THURSDAY, Sept. 16 (HealthDay News) — Although millions take supplements containing glucosamine and chondroitin to relieve the pain of osteoarthritis in their hips and knees, there is no evidence that these supplements have any healing effect, finds a new analysis of large-scale studies.
This latest report is one of several that have found no beneficial effect of either supplement in relieving arthritic pain. But since there is no evidence that the pills cause harm, the new report’s authors say there’s no reason to stop taking them if individuals think they are being helped.
On the other hand, “if a patient hasn’t had these preparations [already], it doesn’t make sense that he or she should be encouraged to take these supplements,” said lead researcher Dr. Peter Juni, head of the division of Clinical Epidemiology and Biostatistics at the Institute of Social and Preventive Medicine at the University of Bern in Switzerland.
The bottom line, according to Juni: “None of the two supplements we evaluated appears to have any clinically relevant benefit in terms of pain relief that could be detected by patients with knee or hip arthritis.”
The report is published in the Sept. 17 online edition of the BMJ.
Over the past 10 years doctors have prescribed supplemental glucosamine and chondroitin and many millions around the world have bought them over-the-counter, the researchers said.
According to background information in the study, in 2008 sales of glucosamine supplements around the world reached almost $2 billion — about a 60 percent increase since 2003.
For the new study, Juni’s team analyzed the results of 10 randomized clinical trials involving more than 3,800 patients with knee or hip osteoarthritis. The trials — which all compared people taking the supplements to a control group that was not taking them — focused on any changes in levels of pain after patients took glucosamine, chondroitin or both, comparing them with the placebo or with each other.
Poring through all the data, the researchers found no clinically relevant effect of chondroitin, glucosamine or both taken together on joint pain or on narrowing the space within the painful joints.
Commenting on the study, Dr. Andrew Sherman, associate professor and vice-chair, department of rehabilitation medicine at the University of Miami Leonard M. Miller School of Medicine, said that “we need to look more closely at these over-the-counter medications that claim to be panaceas and may not be giving us our money’s worth.”
For his part, Juni said that, “if the patient already has had the preparations and really believes in a benefit — which is most likely related to the natural history of the disease or to a placebo effect — in light of the fact that we don’t have any evidence that these preparations are unsafe, there is no real reason to actively discourage these patients from taking these preparations as long as they can cover the cost.”
Sherman agreed that some people report these supplements help them.
“Is it that they want it to help so bad or so much that they actually feel better, and that’s a placebo effect? Or is it able to help a small minority of folks, just not a majority of people?” he said.
Since there appears to be no negative consequence to taking these supplements (except cost) there appears to be no harm in doing so, Sherman said.
The study does suggest, however, that the claims that the companies who produce the supplements are making “need to be reevaluated, scrutinized and criticized until such time as a large study shows that the medication works,” Sherman said. “At this time no such study exists.”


• Task:
Write the records out exactly as shown. No pictures.

%%

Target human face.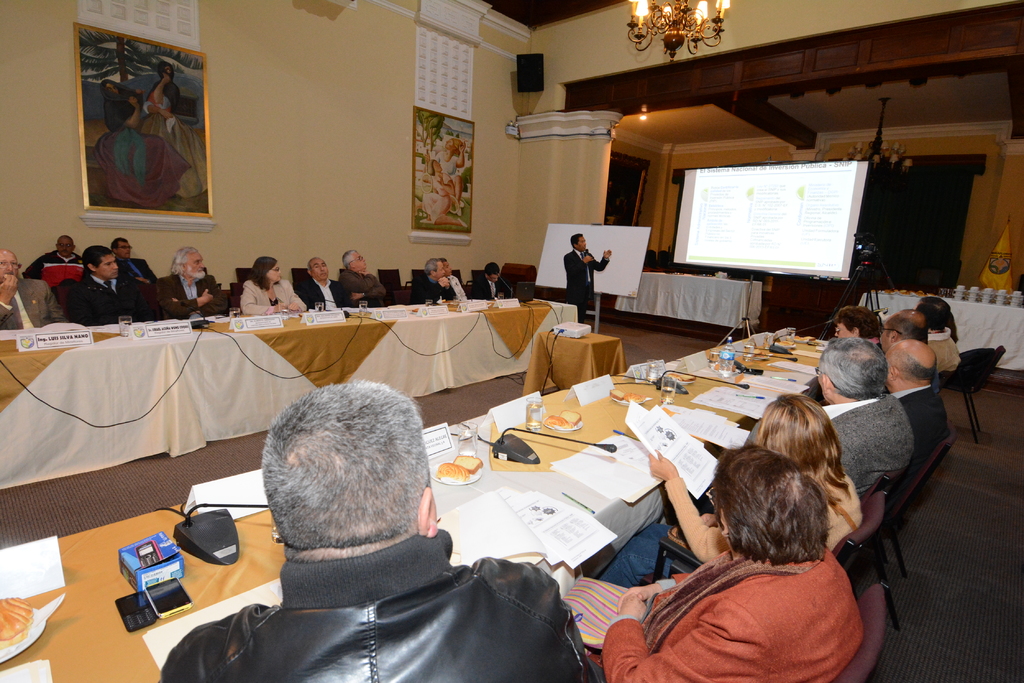
Target region: {"left": 0, "top": 249, "right": 19, "bottom": 279}.
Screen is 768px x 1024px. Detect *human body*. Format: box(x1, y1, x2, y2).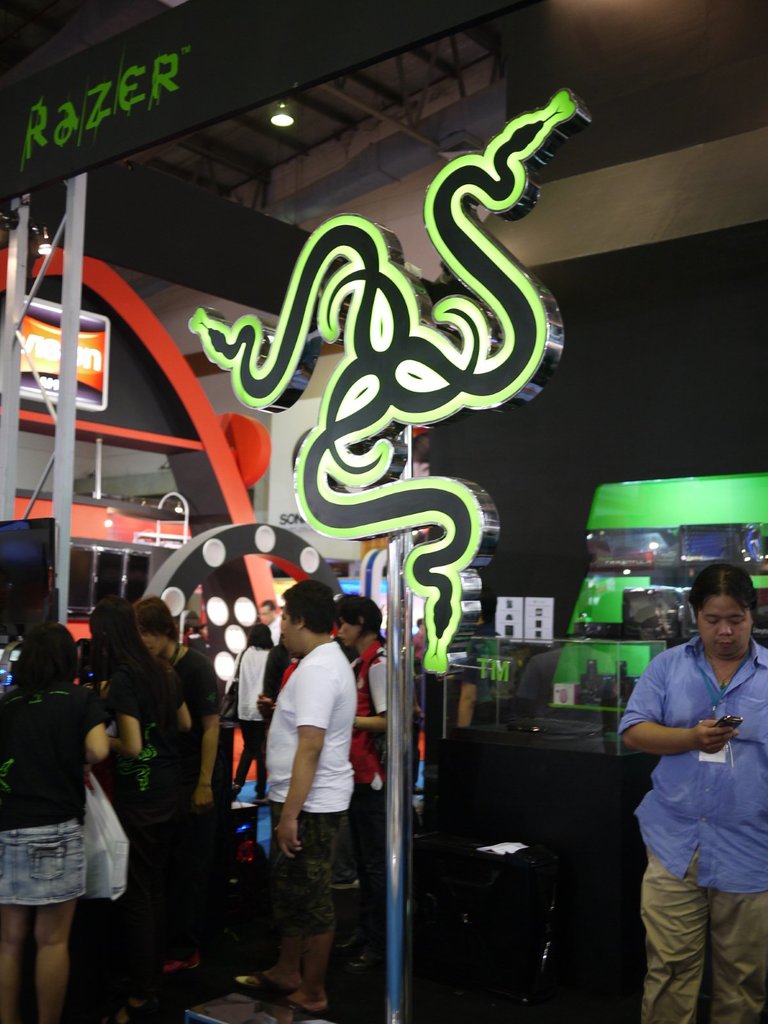
box(0, 607, 113, 1023).
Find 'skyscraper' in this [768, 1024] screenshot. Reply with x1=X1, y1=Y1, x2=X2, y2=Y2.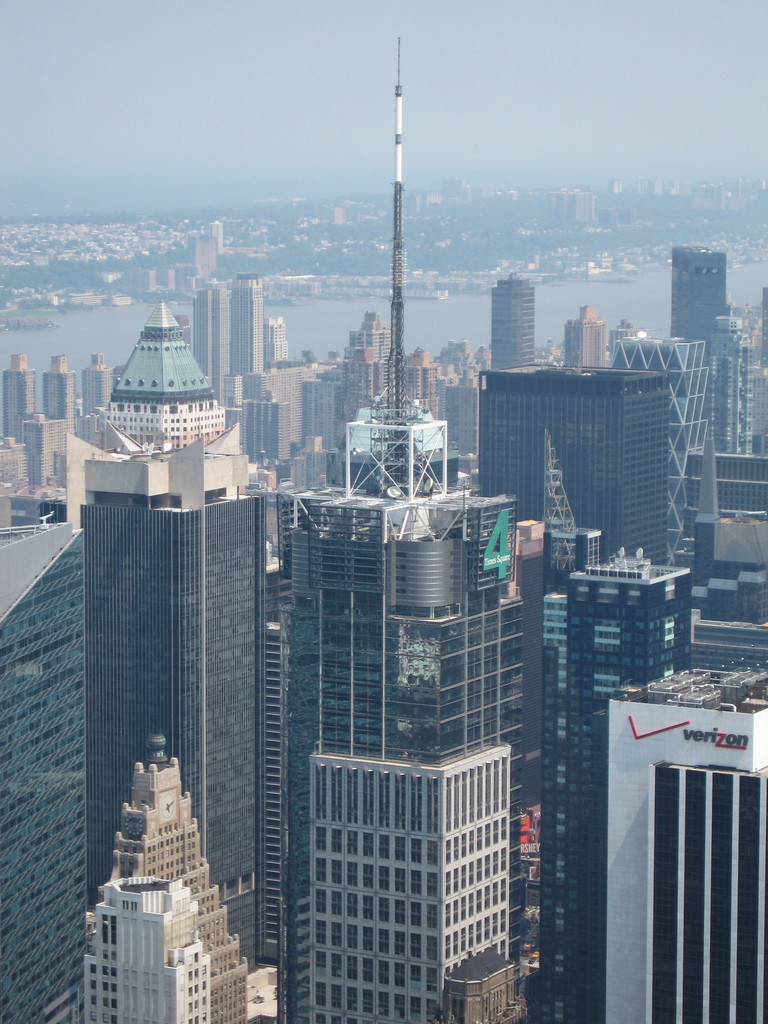
x1=531, y1=536, x2=694, y2=1023.
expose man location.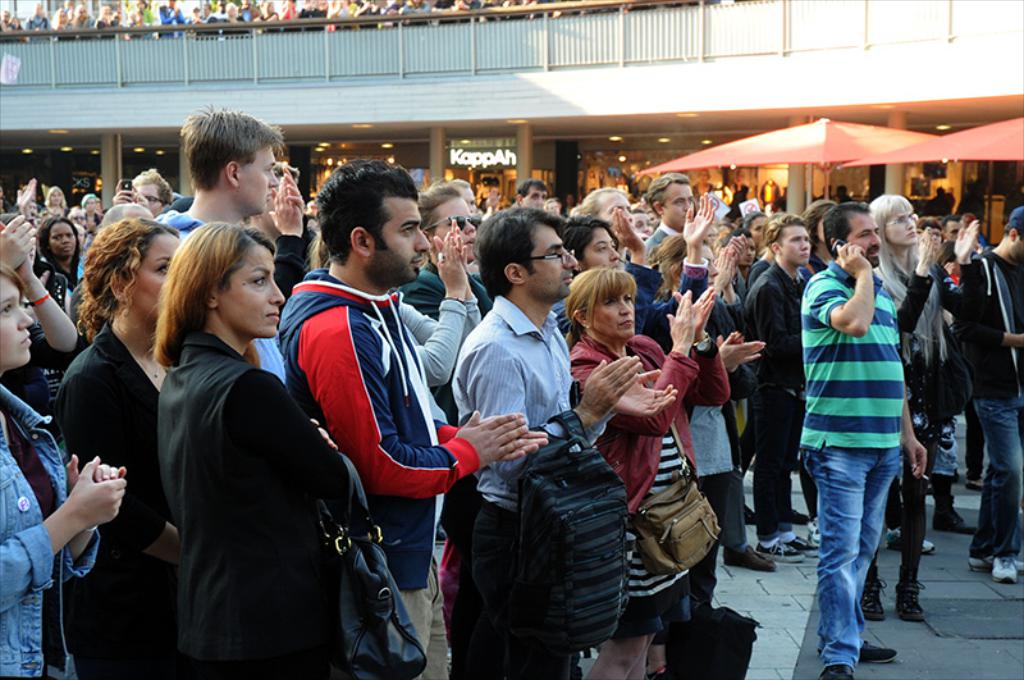
Exposed at l=451, t=202, r=677, b=679.
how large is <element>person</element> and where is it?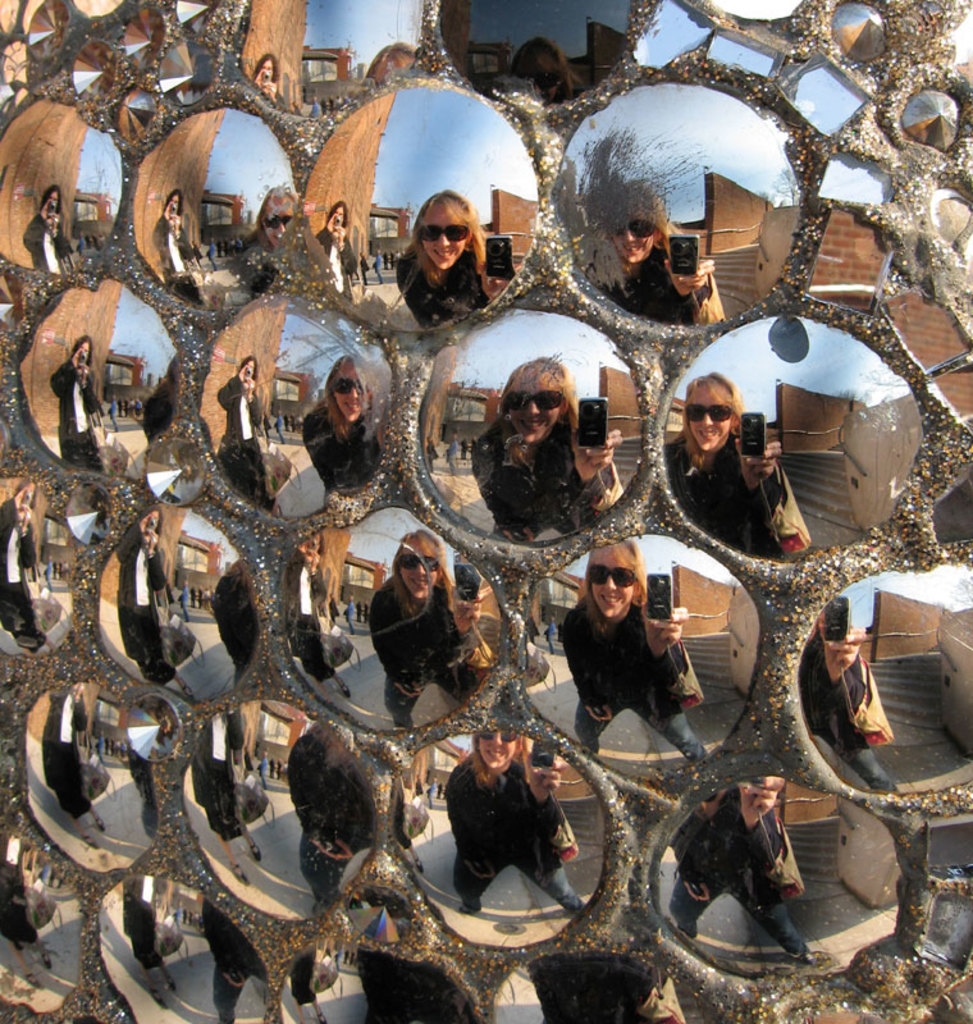
Bounding box: <bbox>154, 191, 189, 289</bbox>.
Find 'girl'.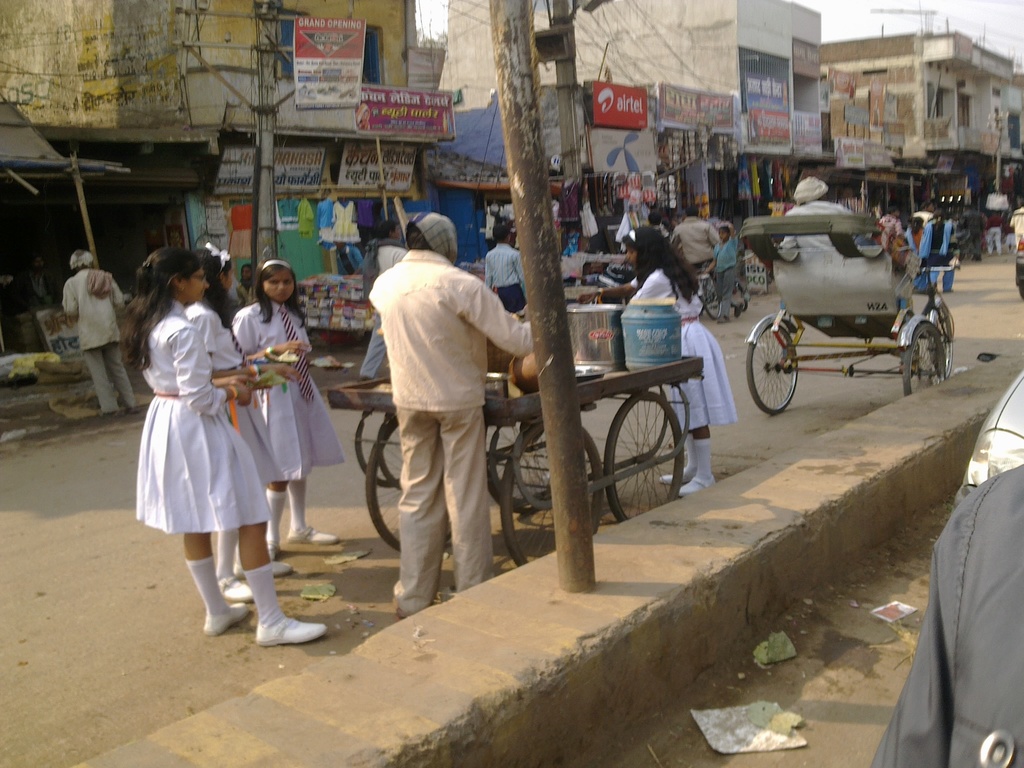
(x1=184, y1=244, x2=305, y2=601).
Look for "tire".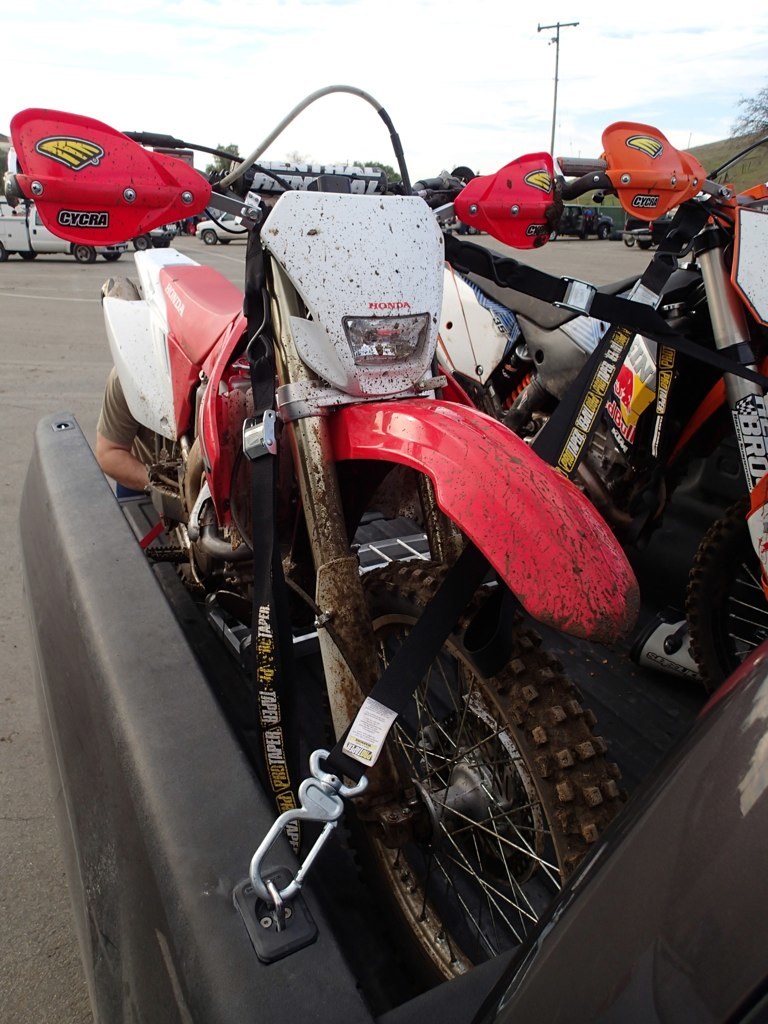
Found: x1=319 y1=525 x2=587 y2=1000.
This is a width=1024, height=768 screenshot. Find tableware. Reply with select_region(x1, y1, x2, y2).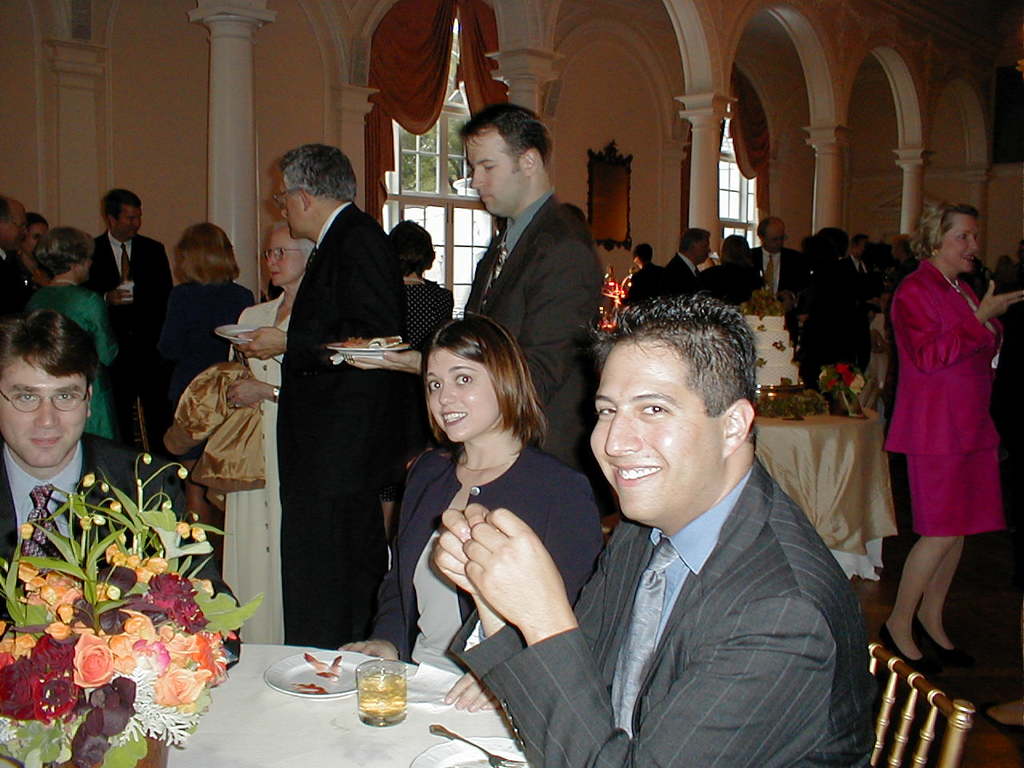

%%

• Solution:
Target human face.
Target region: {"left": 0, "top": 249, "right": 19, "bottom": 279}.
Screen is 768px x 1024px. Detect *human body*. Format: box(x1, y1, x2, y2).
box(0, 607, 113, 1023).
Find 'skyscraper' in this [768, 1024] screenshot. Reply with x1=X1, y1=Y1, x2=X2, y2=Y2.
x1=531, y1=536, x2=694, y2=1023.
expose man location.
Exposed at l=451, t=202, r=677, b=679.
how large is <element>person</element> and where is it?
Bounding box: <bbox>154, 191, 189, 289</bbox>.
Find 'girl'.
(x1=184, y1=244, x2=305, y2=601).
Look for "tire".
Found: x1=319 y1=525 x2=587 y2=1000.
This is a width=1024, height=768 screenshot. Find tableware. Reply with select_region(x1, y1, x2, y2).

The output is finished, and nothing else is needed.